Glasgow Interface Explorer Code of Conduct
40 points by meithecatte
40 points by meithecatte
Usually, a code of conduct feels like boilerplate – perhaps a weak signal that the project at least claims to care about inclusivity and being pleasant to work with.
Glasgow's CoC is the polar opposite of that. I've revisited it multiple times, and every time I read it, I see the stark contrast. It makes a statement, instead of hiding in legalese. It is perhaps the only one that made me confident in the promises the concept of a code of conduct makes.
Sure. But why does it need to make a statement?
You can achieve the exact same thing without all the fanfare: https://builderscode.org/
You can achieve the exact same thing without all the fanfare: https://builderscode.org/
I'll take a wild guess and say the author of this has stated they don't want "politics" in software at least once.
I generally enjoy working with people who have principles. Every marginalized developer will tell you this. Glasgow's CoC very unambiguously signals that the authors have principles, and I find that valuable.
For an example, let's say you work at a large American social media company under the current administration. Suppose, for the sake of argument, that a feature request comes from the higher ups for a way of querying the database by the intersection of "typical GeoIP of user" and "languages used in posts". Do you comply?
Or maybe they ask that you make sure the history of a user's changes of profile data, such as the name, date of birth, and gender/pronouns, gets preserved indefinitely for audit purposes. Do you comply?
Would you have opinions on whether your coworkers should comply?
https://glasgow-embedded.org/latest/intro.html#what-is-glasgow --- the device itself looks sweet, too
we do not find that calling cops on the cops is effective
I love this pithy remark in support of MIT / public domain!
Almost, if not completely, OT, but I would love to know who put the link to The 36 Sermons of Vivec in there and what it means to them. The writing and lore around the Tribunal is my favorite in all of the Elder Scrolls.
That would definitely be ~whitequark.
Off-topic to your own off-topic, though -- you might enjoy a webcomic called Kill Six Billion Demons. The worldbuilding was pretty strongly influenced by The 36 Sermons of Vivec and there's various passages of prose and poetry and such throughout in a similar style. The same quote mentioned here serves as a sort of motto for the series (and the author has talked some about what it means for him).
I love K6BD! I've been reading it for I think a decade now? Since long before I first played an Elder Scrolls game; I was surprised to find the link between them.
I haven't read that interview though, so looking forward to that when I get home :) thanks!
Can anyone take a second to explain what "pluralphobia" means in this context? The definitions a quick web search showed me all assumed quite a bit of knowledge about "multiplicity" and "singlets" and other things that were both unfamiliar to me and where the searches seemed to be taking me farther from the answer to my original question.
Plurality is the state of having multiple headmates collectively sharing a single body. Check out these resources:
Thanks. I think I may have known someone in the 1990s who was experiencing plurality. They didn't have a word like that to describe it, but reading those two pages (especially the second) is really striking.
But it is saying what the project will do: if someone violates the rules laid out, depending on the kind of the issue they will be asked to reconsider, asked to leave if that fails, or in egregious cases, simply banned immediately. Do you find that documenting the exact flowchart between these serves any real purpose?
Don't get me wrong, if it comes up often enough, it might make sense to formalize a moderation policy – and if you do have a formal policy, making it transparent is probably a good idea.
But many projects won't ever have to make these decisions. The only reason I could imagine why one would want to see it documented ahead of time is to provide a manual on how to maximize the nuisance you can cause while continuing to participate in the project, so I must be misunderstanding you somehow.
To me, the value of a CoC is an assurance: "we will not let a bigoted contributor push you out. Here's where you can find us if someone tries anyway". Anything beyond that is not a document; it is infrastructure – made of people whose role it is to fulfill that promise. Describing its structure can be useful, if it is involved enough that there is detail to describe. But the fact it is there in the first place is generally much more important.
(This includes egregious off-space behavior if it appears relevant.)
Carte blanche to slander and get rid of whoever they don't like.
No need to prove anything, just allege.
I feel like this is an unkind reading of the parenthetical. The way I read it is that if you are a contributor to this project and someone points to a link of you making bigoted comments while identifying as a contributor in a separate space - say, a forum - that the project may view you as a liability and remove you as a contributor. How would a situation like that be an unproven allegation?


### Task details
Check each line of the listing below for the string "diagram", and copy the ones that have it.

### Data extract
—————
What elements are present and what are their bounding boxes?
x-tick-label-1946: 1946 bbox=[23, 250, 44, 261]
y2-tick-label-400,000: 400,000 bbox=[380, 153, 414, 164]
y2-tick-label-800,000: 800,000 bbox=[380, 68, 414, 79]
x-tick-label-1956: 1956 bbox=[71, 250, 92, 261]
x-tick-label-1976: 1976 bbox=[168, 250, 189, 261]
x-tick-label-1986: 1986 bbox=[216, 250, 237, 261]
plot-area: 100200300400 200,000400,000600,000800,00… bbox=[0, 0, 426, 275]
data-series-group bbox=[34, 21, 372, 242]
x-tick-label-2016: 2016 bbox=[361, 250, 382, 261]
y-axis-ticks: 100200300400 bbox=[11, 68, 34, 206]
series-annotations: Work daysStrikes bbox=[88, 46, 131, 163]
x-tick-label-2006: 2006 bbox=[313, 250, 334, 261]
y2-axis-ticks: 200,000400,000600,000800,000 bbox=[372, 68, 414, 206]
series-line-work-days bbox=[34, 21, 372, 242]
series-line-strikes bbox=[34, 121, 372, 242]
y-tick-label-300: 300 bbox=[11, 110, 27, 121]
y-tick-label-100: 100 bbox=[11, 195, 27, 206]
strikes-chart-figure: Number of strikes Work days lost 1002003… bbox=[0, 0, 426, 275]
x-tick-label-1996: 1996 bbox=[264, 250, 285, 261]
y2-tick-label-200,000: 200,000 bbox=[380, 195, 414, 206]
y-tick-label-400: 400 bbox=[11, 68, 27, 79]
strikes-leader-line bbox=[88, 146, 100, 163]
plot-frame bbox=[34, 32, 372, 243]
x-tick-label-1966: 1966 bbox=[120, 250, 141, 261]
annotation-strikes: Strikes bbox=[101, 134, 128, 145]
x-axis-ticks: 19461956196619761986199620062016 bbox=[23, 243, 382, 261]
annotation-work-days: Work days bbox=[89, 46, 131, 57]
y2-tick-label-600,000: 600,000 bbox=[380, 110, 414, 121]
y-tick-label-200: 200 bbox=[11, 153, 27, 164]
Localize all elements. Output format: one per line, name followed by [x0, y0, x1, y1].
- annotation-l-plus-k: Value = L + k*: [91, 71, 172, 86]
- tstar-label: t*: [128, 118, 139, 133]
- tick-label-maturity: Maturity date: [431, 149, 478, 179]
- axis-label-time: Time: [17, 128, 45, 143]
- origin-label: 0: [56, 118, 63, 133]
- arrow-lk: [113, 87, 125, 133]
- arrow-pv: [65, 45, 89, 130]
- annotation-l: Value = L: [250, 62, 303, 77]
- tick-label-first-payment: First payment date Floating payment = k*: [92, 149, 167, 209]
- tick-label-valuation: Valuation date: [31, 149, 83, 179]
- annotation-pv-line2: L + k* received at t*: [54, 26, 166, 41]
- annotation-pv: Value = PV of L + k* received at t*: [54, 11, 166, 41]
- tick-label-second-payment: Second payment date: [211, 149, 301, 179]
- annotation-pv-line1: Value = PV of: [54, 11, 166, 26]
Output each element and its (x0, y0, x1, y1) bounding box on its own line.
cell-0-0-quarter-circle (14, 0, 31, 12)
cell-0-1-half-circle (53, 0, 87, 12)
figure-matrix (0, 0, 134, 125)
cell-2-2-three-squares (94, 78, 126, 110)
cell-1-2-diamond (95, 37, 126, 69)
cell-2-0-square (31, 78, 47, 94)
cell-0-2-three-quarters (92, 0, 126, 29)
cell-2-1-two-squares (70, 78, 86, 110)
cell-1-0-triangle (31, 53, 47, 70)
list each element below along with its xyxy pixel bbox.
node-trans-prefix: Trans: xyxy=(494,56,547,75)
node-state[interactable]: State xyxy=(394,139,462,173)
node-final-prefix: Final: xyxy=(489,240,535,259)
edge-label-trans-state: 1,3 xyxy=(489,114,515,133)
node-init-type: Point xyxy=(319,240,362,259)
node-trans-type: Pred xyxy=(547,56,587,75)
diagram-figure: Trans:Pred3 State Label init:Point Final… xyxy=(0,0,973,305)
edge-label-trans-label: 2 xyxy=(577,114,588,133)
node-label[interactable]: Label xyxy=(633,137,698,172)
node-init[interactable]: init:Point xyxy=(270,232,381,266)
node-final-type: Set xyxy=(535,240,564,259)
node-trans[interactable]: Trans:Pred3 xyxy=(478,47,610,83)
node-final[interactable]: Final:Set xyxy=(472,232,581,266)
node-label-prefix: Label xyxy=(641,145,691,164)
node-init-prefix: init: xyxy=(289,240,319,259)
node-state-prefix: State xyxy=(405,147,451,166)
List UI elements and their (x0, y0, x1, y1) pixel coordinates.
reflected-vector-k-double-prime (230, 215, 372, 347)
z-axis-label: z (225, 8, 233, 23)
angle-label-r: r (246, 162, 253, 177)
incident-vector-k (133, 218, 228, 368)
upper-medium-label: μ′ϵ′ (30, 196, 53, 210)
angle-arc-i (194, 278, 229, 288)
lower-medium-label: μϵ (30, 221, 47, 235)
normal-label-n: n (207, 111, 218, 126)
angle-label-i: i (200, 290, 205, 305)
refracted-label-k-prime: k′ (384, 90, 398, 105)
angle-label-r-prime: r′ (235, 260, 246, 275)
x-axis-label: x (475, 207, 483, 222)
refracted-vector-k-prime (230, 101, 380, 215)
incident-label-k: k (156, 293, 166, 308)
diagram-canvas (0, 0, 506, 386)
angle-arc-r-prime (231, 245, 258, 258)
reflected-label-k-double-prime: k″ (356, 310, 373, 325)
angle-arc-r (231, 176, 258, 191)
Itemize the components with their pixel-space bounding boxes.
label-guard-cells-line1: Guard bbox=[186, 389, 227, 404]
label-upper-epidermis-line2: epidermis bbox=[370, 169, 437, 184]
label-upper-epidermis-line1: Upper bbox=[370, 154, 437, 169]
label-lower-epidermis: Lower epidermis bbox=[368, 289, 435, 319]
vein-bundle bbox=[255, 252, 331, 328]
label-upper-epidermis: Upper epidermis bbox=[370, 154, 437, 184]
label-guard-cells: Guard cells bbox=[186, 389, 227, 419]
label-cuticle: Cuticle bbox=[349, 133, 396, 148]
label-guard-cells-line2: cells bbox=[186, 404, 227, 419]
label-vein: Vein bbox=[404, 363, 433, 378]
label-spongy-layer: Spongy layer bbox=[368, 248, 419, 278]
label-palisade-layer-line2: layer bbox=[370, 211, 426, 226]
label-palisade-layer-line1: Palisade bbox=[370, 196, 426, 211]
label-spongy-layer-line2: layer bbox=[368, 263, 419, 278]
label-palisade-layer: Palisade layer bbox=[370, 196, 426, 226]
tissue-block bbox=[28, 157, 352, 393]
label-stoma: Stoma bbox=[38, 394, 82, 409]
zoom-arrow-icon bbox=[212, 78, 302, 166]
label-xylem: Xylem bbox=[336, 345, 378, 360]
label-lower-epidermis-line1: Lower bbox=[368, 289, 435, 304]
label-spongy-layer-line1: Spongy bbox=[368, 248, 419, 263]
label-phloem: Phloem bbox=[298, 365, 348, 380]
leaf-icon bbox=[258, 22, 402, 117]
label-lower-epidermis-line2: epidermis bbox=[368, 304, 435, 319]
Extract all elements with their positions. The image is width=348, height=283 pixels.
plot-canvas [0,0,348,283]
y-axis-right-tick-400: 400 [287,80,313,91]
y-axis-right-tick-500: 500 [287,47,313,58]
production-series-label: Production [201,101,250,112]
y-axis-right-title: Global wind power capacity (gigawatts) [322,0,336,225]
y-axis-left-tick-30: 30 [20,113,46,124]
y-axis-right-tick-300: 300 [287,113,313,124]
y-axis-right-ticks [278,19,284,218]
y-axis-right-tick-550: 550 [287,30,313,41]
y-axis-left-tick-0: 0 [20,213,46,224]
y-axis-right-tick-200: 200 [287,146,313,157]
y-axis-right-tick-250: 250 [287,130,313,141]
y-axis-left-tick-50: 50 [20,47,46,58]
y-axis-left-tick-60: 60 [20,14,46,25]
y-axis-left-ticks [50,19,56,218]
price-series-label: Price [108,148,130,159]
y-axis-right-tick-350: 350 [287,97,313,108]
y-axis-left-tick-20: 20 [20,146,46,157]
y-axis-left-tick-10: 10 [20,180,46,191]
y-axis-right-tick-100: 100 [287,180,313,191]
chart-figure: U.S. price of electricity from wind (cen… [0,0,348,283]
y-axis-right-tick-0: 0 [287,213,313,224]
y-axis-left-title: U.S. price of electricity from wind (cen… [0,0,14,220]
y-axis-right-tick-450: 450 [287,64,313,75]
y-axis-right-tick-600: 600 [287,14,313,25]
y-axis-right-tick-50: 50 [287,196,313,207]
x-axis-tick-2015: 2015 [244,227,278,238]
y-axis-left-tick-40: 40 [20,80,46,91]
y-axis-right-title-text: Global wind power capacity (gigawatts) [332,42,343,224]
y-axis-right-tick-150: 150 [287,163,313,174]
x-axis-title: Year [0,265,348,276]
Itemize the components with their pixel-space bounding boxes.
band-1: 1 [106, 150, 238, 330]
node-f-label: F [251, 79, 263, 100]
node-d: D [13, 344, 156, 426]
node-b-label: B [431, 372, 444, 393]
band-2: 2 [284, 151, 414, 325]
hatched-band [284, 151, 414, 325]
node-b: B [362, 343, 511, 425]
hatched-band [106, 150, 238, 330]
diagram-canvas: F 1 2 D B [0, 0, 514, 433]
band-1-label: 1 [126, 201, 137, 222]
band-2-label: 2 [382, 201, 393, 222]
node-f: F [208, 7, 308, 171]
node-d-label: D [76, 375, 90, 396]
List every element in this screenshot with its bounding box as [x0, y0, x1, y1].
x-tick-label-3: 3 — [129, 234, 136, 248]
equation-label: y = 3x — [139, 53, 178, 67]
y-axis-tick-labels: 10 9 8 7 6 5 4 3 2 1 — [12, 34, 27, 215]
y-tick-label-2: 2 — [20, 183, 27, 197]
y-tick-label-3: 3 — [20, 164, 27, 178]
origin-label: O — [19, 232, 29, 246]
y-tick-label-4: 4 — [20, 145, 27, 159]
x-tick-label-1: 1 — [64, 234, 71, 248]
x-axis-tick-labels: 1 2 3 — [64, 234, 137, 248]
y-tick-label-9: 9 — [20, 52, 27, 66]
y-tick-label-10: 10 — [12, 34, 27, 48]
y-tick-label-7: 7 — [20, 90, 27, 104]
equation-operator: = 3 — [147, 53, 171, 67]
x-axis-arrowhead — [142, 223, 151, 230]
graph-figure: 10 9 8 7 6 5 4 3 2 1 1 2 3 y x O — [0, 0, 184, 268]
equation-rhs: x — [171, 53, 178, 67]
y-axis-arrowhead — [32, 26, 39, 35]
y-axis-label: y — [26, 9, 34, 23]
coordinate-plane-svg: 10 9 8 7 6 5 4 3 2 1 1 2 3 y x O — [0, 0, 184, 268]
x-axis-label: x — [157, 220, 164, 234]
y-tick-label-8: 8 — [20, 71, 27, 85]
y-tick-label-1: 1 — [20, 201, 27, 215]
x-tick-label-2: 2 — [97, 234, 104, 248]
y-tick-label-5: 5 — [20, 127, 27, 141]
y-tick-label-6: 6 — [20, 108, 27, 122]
—————
### Response to the exercise
diagram-figure: Trans:Pred3 State Label init:Point Final… xyxy=(0,0,973,305)
diagram-canvas (0, 0, 506, 386)
diagram-canvas: F 1 2 D B [0, 0, 514, 433]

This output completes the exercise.